Chemical Feeder Boundary
Chemical-dosing equipment is only owner-safe while the task stays on identification, containment, and documented calibration.
- ✓ Identify the feeder family, inspect tanks and tubing visually, and verify output with water testing.
- ✓ Prime and calibrate only by the documented manual procedure using compatible parts and fluids.
- ✓ Shut the system down and revert to manual chemistry if the feeder cannot be trusted.
- ★ Repair live wiring, corroded injection assemblies, advanced controller failures, or unclear acid-chlorine interlock behavior.
- ★ Redesign injection-point layouts, containment, or chemical-separation logic without the correct hardware guidance.
- ★ Continue service when fumes, leaks, or incompatible residues suggest the installation is unsafe.
- ⚠ You detect active acid or chlorine fumes, leaking tanks, crystal buildup from repeated leaks, or damaged wiring.
- ⚠ The only way forward would be bypassing a safety, improvising tubing compatibility, or mixing chemicals to keep the system running.

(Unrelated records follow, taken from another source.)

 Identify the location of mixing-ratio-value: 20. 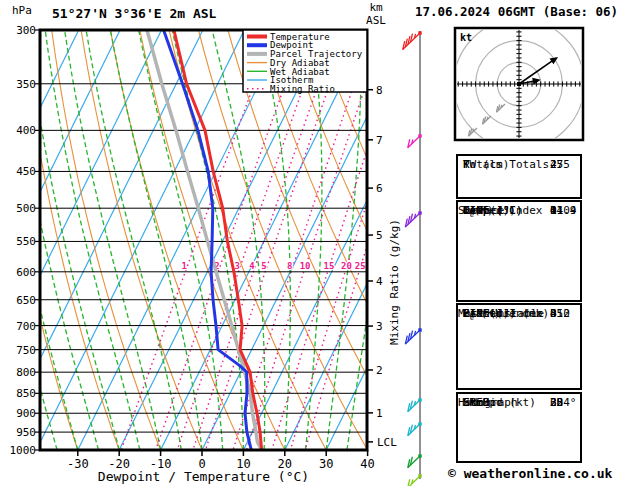
(346, 266).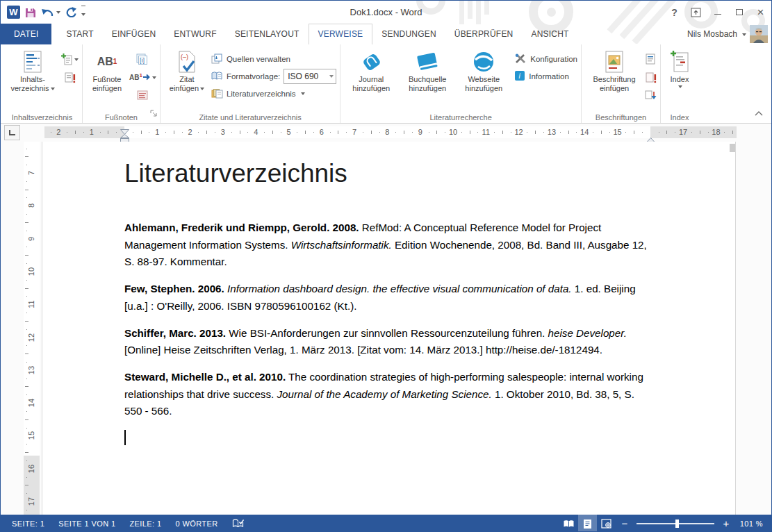 The width and height of the screenshot is (772, 532). What do you see at coordinates (677, 524) in the screenshot?
I see `zoom-slider-thumb` at bounding box center [677, 524].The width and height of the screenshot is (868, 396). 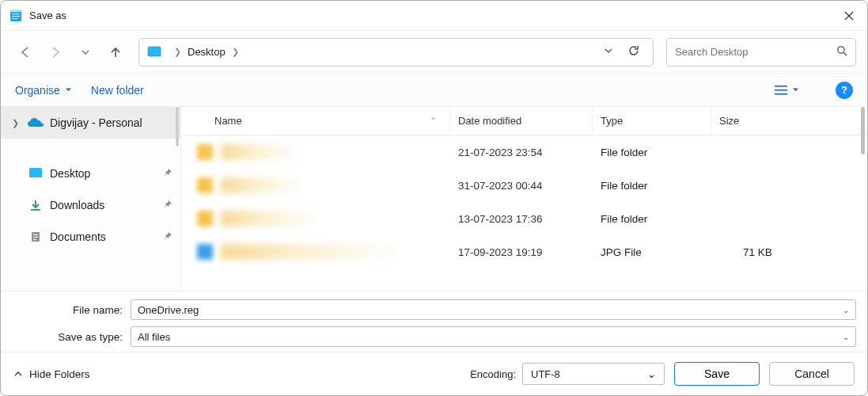 What do you see at coordinates (761, 52) in the screenshot?
I see `search-box` at bounding box center [761, 52].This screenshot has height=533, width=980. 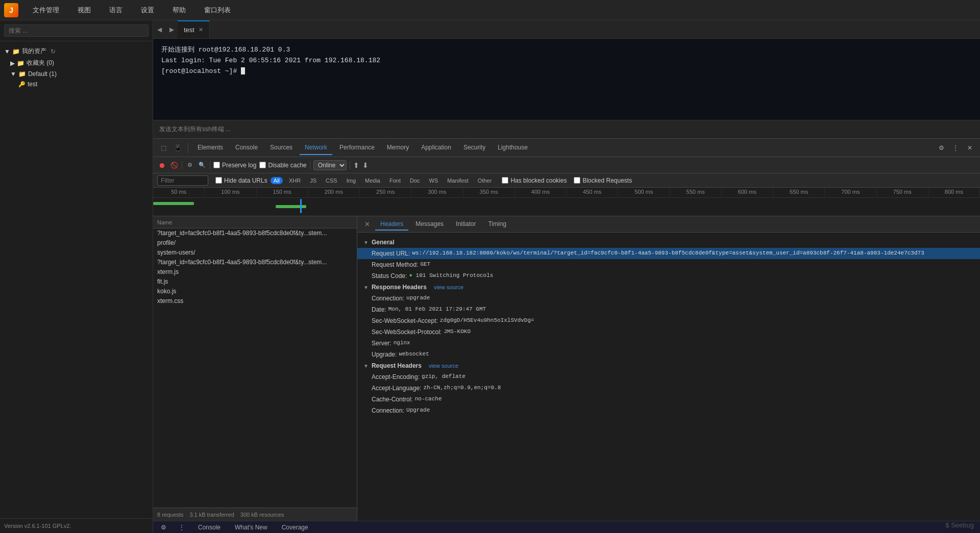 I want to click on devtools-settings-icon: ⚙, so click(x=941, y=148).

- ⚠ A controller or dosing pump is feeding unpredictably and you cannot prove output with testing.
Chemical Feeders, Acid Delivery, and Dosing Hardware
Treat erosion feeders, liquid chlorine pumps, acid tanks, and injection systems as calibrated equipment with chemical-compatibility and storage risks, not as set-and-forget accessories.

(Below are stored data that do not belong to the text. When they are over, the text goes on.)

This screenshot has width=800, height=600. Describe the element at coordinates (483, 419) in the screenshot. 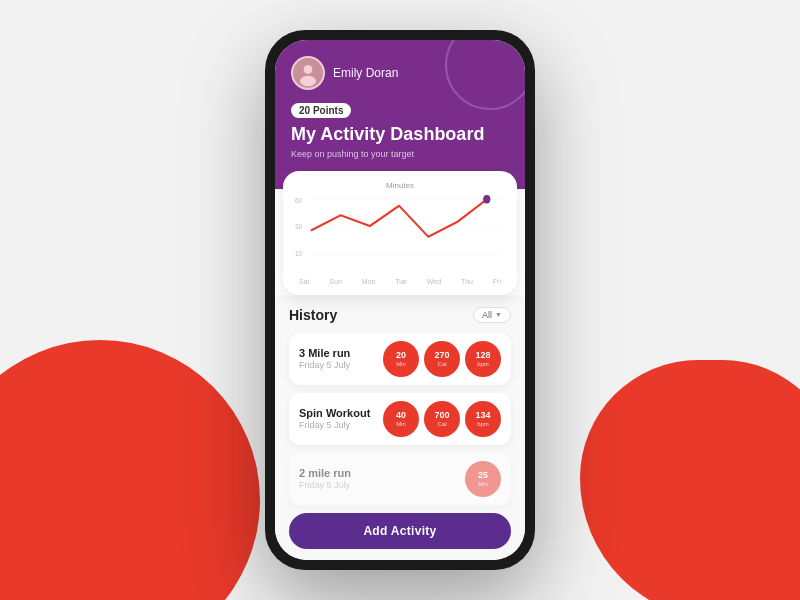

I see `stat-circle-bpm: 134 bpm` at that location.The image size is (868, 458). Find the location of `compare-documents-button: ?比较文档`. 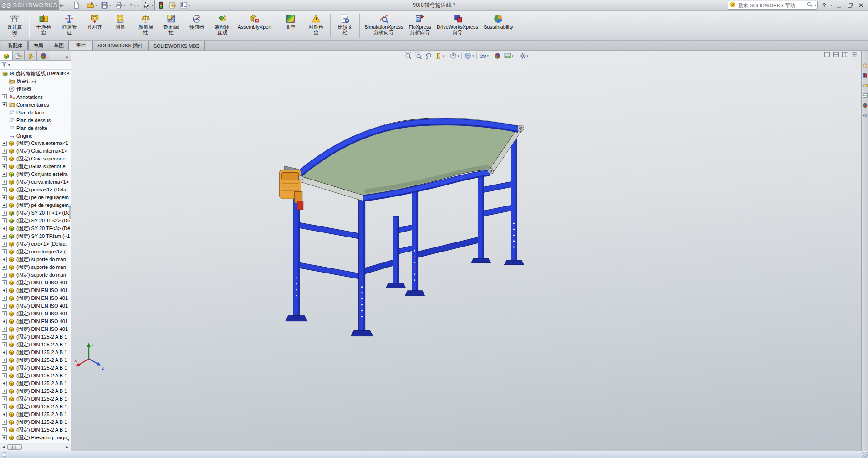

compare-documents-button: ?比较文档 is located at coordinates (345, 26).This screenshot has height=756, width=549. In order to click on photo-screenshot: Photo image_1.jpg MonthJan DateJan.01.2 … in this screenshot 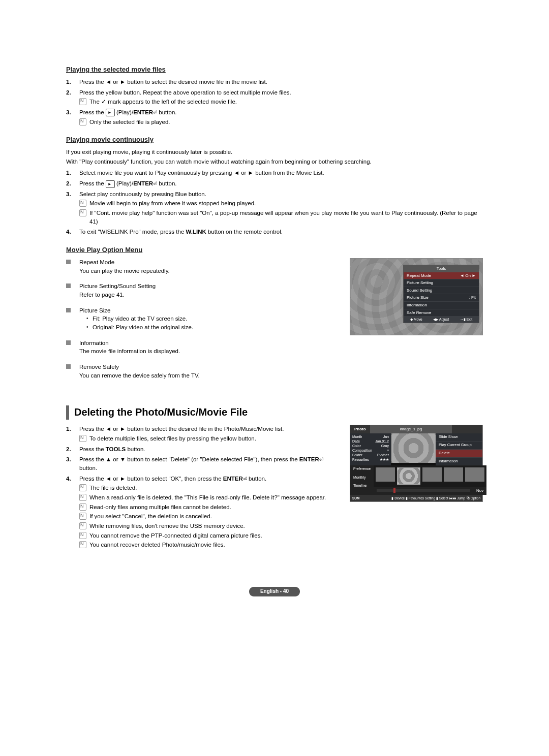, I will do `click(416, 463)`.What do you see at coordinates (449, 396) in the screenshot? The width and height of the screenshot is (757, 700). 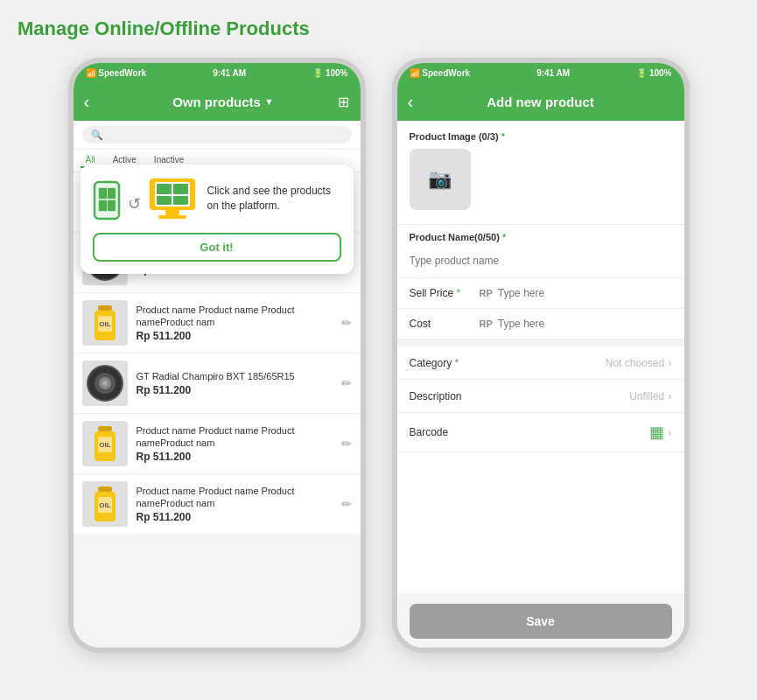 I see `description-label: Description` at bounding box center [449, 396].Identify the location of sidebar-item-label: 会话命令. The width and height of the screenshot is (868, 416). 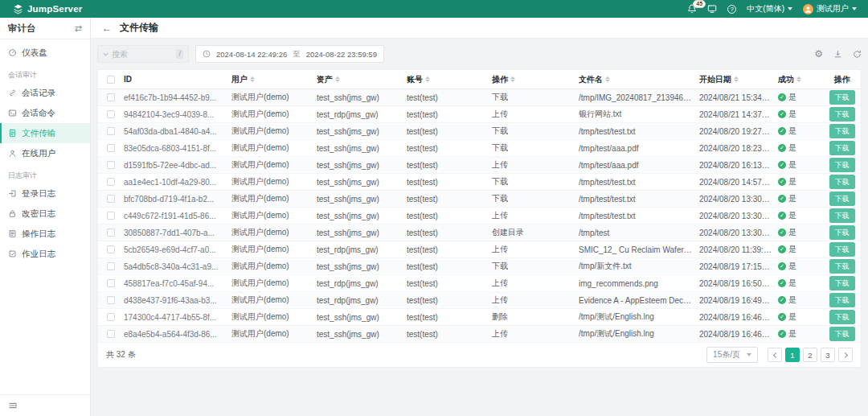
(39, 113).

- Treat erosion feeders, liquid chlorine pumps, acid tanks, and injection systems as calibrated equipment with chemical-compatibility and storage risks, not as set-and-forget accessories.
- Feeder type
- Controller model
- Tube size
- Pump head model
- Do not assume replacement tubing, fittings, or seals are chemically compatible just because they fit
- Do not bypass a safety or leave a leaking tank in service
- Do not force a stuck feeder open or closed
Identify the actual feed method — erosion, peristaltic, or automation-controlled — and pull the exact manual before servicing.
- ✕Do not assume replacement tubing, fittings, or seals are chemically compatible just because they fit
- ✕Do not bypass a safety or leave a leaking tank in service
- ✕Do not force a stuck feeder open or closed
Feeder type / Controller model / Tube size / Pump head model
Identify the actual feed method
Different feeders fail differently and need different inspection points.
Treat storage and containment as part of the system
The tank area can be the most dangerous part of the installation.
Calibrate and verify output with testing
A feed pump is only trustworthy if the water test confirms what it is doing.
Know the stop conditions
Some symptoms mean owner-safe inspection is over.
资源(9)
Owner vs pro boundaries
Use the escalation guide when feeder work starts overlapping with live wiring, incompatible chemicals, or advanced controller logic.
Chemical feeders and automation interactions
Use the interaction guide when feeder output, ORP, pH probes, pump schedules, or interlocks are the real source of the chemistry problem.
Manufacturer manuals and model-family index
Use the family index before ordering feeder parts or applying controller-specific dosing guidance.
Manual library
Open the manual library first when you want pinned dosing, controller, and chemical-delivery references.
Stenner Classic Series installation manual
Source-hosted Stenner installation manual for one of the most common residential dosing-pump families.
Pentair Rainbow 300/320 feeder manual
Source-hosted Pentair Rainbow feeder manual for tab-feeder operation and service context.
Hayward Sense and Dispense owner manual
Source-hosted Hayward dosing and sensing manual for Sense and Dispense chemical-control setups.
Pentair QuikDekClor / DekClor catalog section
Source-hosted official Pentair catalog section for the poolside chlorine feeder sold today as QuikDekClor and historically listed as DekClor / A&A.
Stenner duckbill check-valve replacement instructions
Source-hosted Stenner field-service instructions for a common feeder wear item and flow-check problem.
Educational guidance only. Verify labels, manuals, local code, and site conditions before acting. Stop for electrical, gas, structural, drain, drowning, injury, emergency, or chemical-mixing risk.